Both boys nodded, the resentment easing from their faces.
Fargo said, “I’d wager she’s about Dub’s age, but look how those heartless bastards have aged her in just a few days. They murdered her husband right in front of her.”
“Jesus Criminy,” Nate said. “Did they . . . ?”
“I don’t know and I don’t give a damn. Boys, if you’re going to be decent Western men, you have to understand that a woman in trouble—any woman, never mind her looks or station in life—is your responsibility when she’s in a tight fix. If this was your sister, your daughter, your wife—would you want able-bodied men to abandon her to her fate just so they could see the elephant?”

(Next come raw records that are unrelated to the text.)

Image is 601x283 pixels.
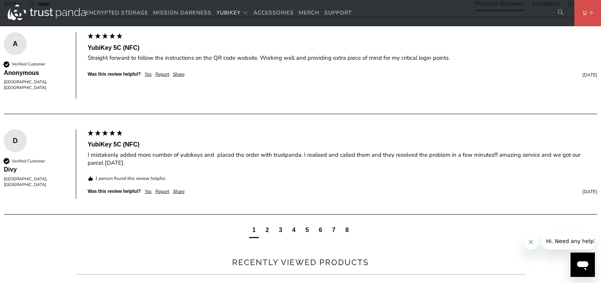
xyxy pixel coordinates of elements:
div: page7 [332,226,335,235]
div: Straight forward to follow the instructions on the QR code website. Working well and providing ex... [88,54,597,62]
nav: Translation missing: en.navigation.header.main_nav [86,4,351,22]
a: Encrypted Storage [86,4,148,22]
a: Accessories [253,4,294,22]
div: page2 [262,224,272,238]
div: 5 star rating [87,129,123,139]
h2: Recently viewed products [76,257,525,269]
div: [DATE] [188,72,597,78]
iframe: Message from company [541,233,594,250]
div: page4 [289,224,299,238]
div: YubiKey 5C (NFC) [88,141,597,149]
div: page3 [279,226,282,235]
div: page5 [302,224,312,238]
div: Verified Customer [12,61,45,67]
div: Anonymous [4,69,68,77]
em: 1 person found this review helpful. [95,176,166,182]
iframe: Button to launch messaging window [570,253,594,277]
div: page3 [276,224,285,238]
span: Mission Darkness [153,9,211,16]
a: Support [324,4,351,22]
div: D [4,135,27,147]
div: Verified Customer [12,158,45,164]
span: Hi. Need any help? [5,5,55,11]
div: page4 [292,226,296,235]
div: page6 [315,224,325,238]
div: page8 [342,224,351,238]
div: Was this review helpful? [88,71,141,78]
div: [GEOGRAPHIC_DATA], [GEOGRAPHIC_DATA] [4,79,68,91]
div: [DATE] [188,189,597,195]
div: YubiKey 5C (NFC) [88,44,597,52]
div: page7 [329,224,338,238]
div: Yes [145,71,152,78]
div: Report [155,71,169,78]
div: Yes [145,189,152,195]
a: Mission Darkness [153,4,211,22]
span: Support [324,9,351,16]
div: [GEOGRAPHIC_DATA], [GEOGRAPHIC_DATA] [4,176,68,188]
div: page8 [345,226,348,235]
div: Share [173,71,184,78]
div: 5 star rating [87,32,123,42]
span: Encrypted Storage [86,9,148,16]
span: YubiKey [216,9,240,16]
div: I mistakenly added more number of yubikeys and placed the order with trustpanda. I realised and c... [88,151,597,167]
div: Report [155,189,169,195]
span: Accessories [253,9,294,16]
iframe: Close message [523,235,538,250]
div: page6 [318,226,322,235]
summary: YubiKey [216,4,248,22]
div: Was this review helpful? [88,189,141,195]
div: page1 [252,226,256,235]
div: current page1 [249,224,259,238]
div: page5 [305,226,309,235]
img: Trust Panda Australia [8,5,86,20]
span: 0 [586,9,593,17]
div: Share [173,189,184,195]
a: Merch [299,4,319,22]
span: Merch [299,9,319,16]
div: A [4,38,27,50]
div: Divy [4,166,68,174]
div: page2 [265,226,269,235]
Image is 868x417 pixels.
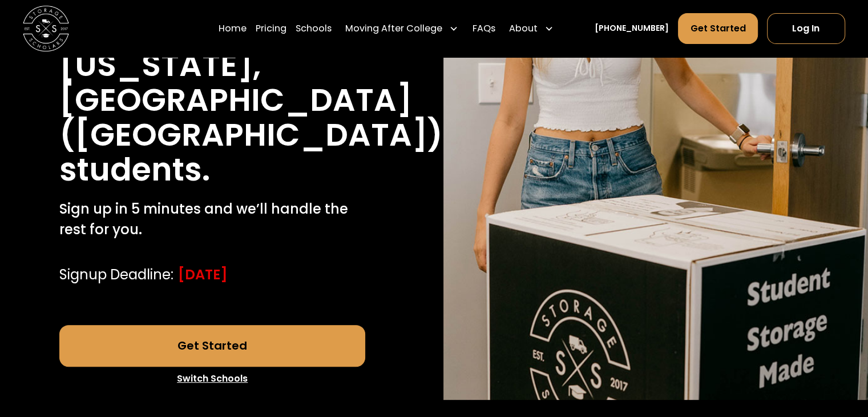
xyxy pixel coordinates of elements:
div: About [504,13,558,45]
a: Get Started [60,325,365,366]
a: [PHONE_NUMBER] [594,23,669,35]
p: Sign up in 5 minutes and we’ll handle the rest for you. [60,199,365,241]
div: Signup Deadline: [60,265,174,285]
a: Home [219,13,246,45]
div: [DATE] [178,265,228,285]
a: Pricing [255,13,287,45]
div: Moving After College [345,22,442,36]
a: Get Started [678,13,757,44]
a: Schools [296,13,332,45]
a: Log In [767,13,845,44]
a: Switch Schools [60,366,365,391]
img: Storage Scholars main logo [23,5,69,52]
h1: [GEOGRAPHIC_DATA][US_STATE], [GEOGRAPHIC_DATA] ([GEOGRAPHIC_DATA]) [60,13,443,152]
div: About [509,22,537,36]
div: Moving After College [341,13,463,45]
h1: students. [60,152,210,187]
a: FAQs [472,13,495,45]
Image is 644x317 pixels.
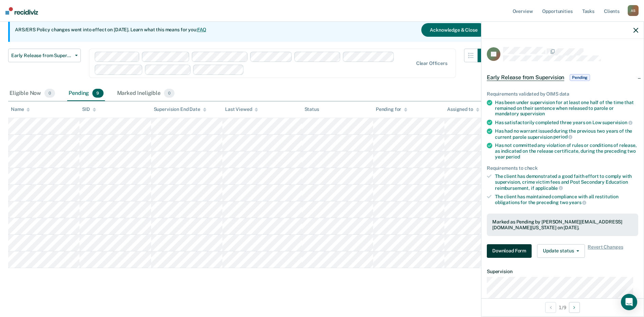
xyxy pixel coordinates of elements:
[416,60,447,66] div: Clear officers
[487,91,639,97] div: Requirements validated by OIMS data
[197,27,207,32] a: FAQ
[481,67,644,89] div: Early Release from SupervisionPending
[487,165,639,171] div: Requirements to check
[487,74,564,81] span: Early Release from Supervision
[535,185,563,191] span: applicable
[487,244,535,258] a: Navigate to form link
[116,86,176,101] div: Marked Ineligible
[421,23,486,37] button: Acknowledge & Close
[44,89,55,97] span: 0
[569,199,587,205] span: years
[553,134,572,139] span: period
[495,173,639,191] div: The client has demonstrated a good faith effort to comply with supervision, crime victim fees and...
[495,142,639,160] div: Has not committed any violation of rules or conditions of release, as indicated on the release ce...
[495,119,639,126] div: Has satisfactorily completed three years on Low
[92,89,103,97] span: 9
[569,302,580,313] button: Next Opportunity
[154,106,206,112] div: Supervision End Date
[5,7,38,15] img: Recidiviz
[164,89,174,97] span: 0
[376,106,408,112] div: Pending for
[537,244,585,258] button: Update status
[495,100,639,117] div: Has been under supervision for at least one half of the time that remained on their sentence when...
[520,111,545,116] span: supervision
[495,128,639,140] div: Has had no warrant issued during the previous two years of the current parole supervision
[481,298,644,316] div: 1 / 9
[628,5,639,16] div: A S
[492,219,633,231] div: Marked as Pending by [PERSON_NAME][EMAIL_ADDRESS][DOMAIN_NAME][US_STATE] on [DATE].
[15,26,206,33] p: ARS/ERS Policy changes went into effect on [DATE]. Learn what this means for you:
[506,154,520,160] span: period
[487,269,639,275] dt: Supervision
[11,106,30,112] div: Name
[487,244,532,258] button: Download Form
[588,244,623,258] span: Revert Changes
[570,74,590,81] span: Pending
[8,86,56,101] div: Eligible Now
[447,106,479,112] div: Assigned to
[11,53,73,58] span: Early Release from Supervision
[602,120,632,125] span: supervision
[545,302,556,313] button: Previous Opportunity
[67,86,104,101] div: Pending
[495,194,639,205] div: The client has maintained compliance with all restitution obligations for the preceding two
[225,106,258,112] div: Last Viewed
[621,294,637,310] div: Open Intercom Messenger
[82,106,96,112] div: SID
[304,106,319,112] div: Status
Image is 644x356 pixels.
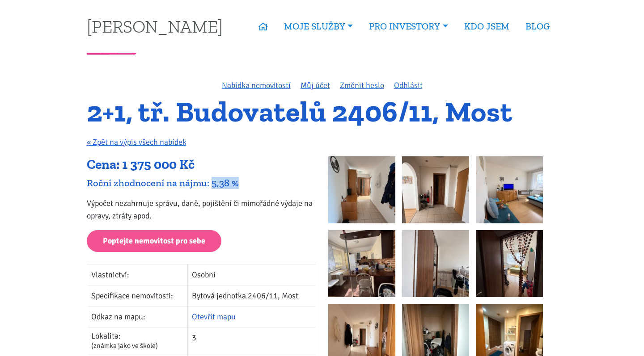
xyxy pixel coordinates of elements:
[87,137,187,147] a: « Zpět na výpis všech nabídek
[361,16,455,37] a: PRO INVESTORY
[87,327,187,354] td: Lokalita:
[87,285,187,306] td: Specifikace nemovitosti:
[87,18,223,35] a: [PERSON_NAME]
[187,327,315,354] td: 3
[222,81,291,91] a: Nabídka nemovitostí
[394,81,422,91] a: Odhlásit
[87,177,316,189] div: Roční zhodnocení na nájmu: 5,38 %
[187,264,315,285] td: Osobní
[517,16,557,37] a: BLOG
[87,197,316,222] p: Výpočet nezahrnuje správu, daně, pojištění či mimořádné výdaje na opravy, ztráty apod.
[91,341,158,351] span: (známka jako ve škole)
[87,306,187,327] td: Odkaz na mapu:
[187,285,315,306] td: Bytová jednotka 2406/11, Most
[300,81,330,91] a: Můj účet
[87,230,221,252] a: Poptejte nemovitost pro sebe
[87,264,187,285] td: Vlastnictví:
[340,81,384,91] a: Změnit heslo
[276,16,361,37] a: MOJE SLUŽBY
[192,312,236,321] a: Otevřít mapu
[87,157,316,173] div: Cena: 1 375 000 Kč
[456,16,517,37] a: KDO JSEM
[87,100,557,124] h1: 2+1, tř. Budovatelů 2406/11, Most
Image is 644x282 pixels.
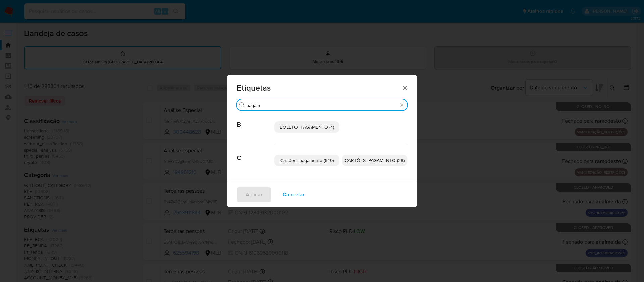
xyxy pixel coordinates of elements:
[237,144,274,162] span: C
[283,187,304,202] span: Cancelar
[281,157,334,163] span: Cartões_pagamento (649)
[402,84,408,91] button: Fechar
[342,155,407,166] div: CARTÕES_PAGAMENTO (28)
[399,102,405,107] button: Apagar busca
[237,84,402,92] span: Etiquetas
[280,124,334,130] span: BOLETO_PAGAMENTO (4)
[274,155,340,166] div: Cartões_pagamento (649)
[345,157,405,163] span: CARTÕES_PAGAMENTO (28)
[274,121,340,133] div: BOLETO_PAGAMENTO (4)
[274,186,313,203] button: Cancelar
[239,102,245,107] button: Procurar
[237,110,274,129] span: B
[246,102,398,108] input: Filtro de pesquisa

Nate looked ashamed. “Of course not. Men ain’t s’pose to do that to women. I’d kill any man that done Ma or Krissy that way.”
“Damn straight,” Dub chimed in.
“Now you’re talking sense.”
In truth, however, Fargo’s little spiel was directed at himself as much as to the McCallister brothers. His sense of regret was sharp—this gang could have been destroyed tonight, but now the fight would drag on. Nor could he forget his utter helplessness, three days ago, as he watched innocent Quaker girls being brutally raped. He was bound and determined to get this girl safely out of here.
“All right, boys,” Fargo said, forking leather, “hand her up to me.”
With Cindy in the saddle behind him, Fargo met first Dub’s, then Nate’s eyes. They were fresh off the turnip wagon, and he hated leaving them here alone. But both young men had courage, and he knew they were dead aims.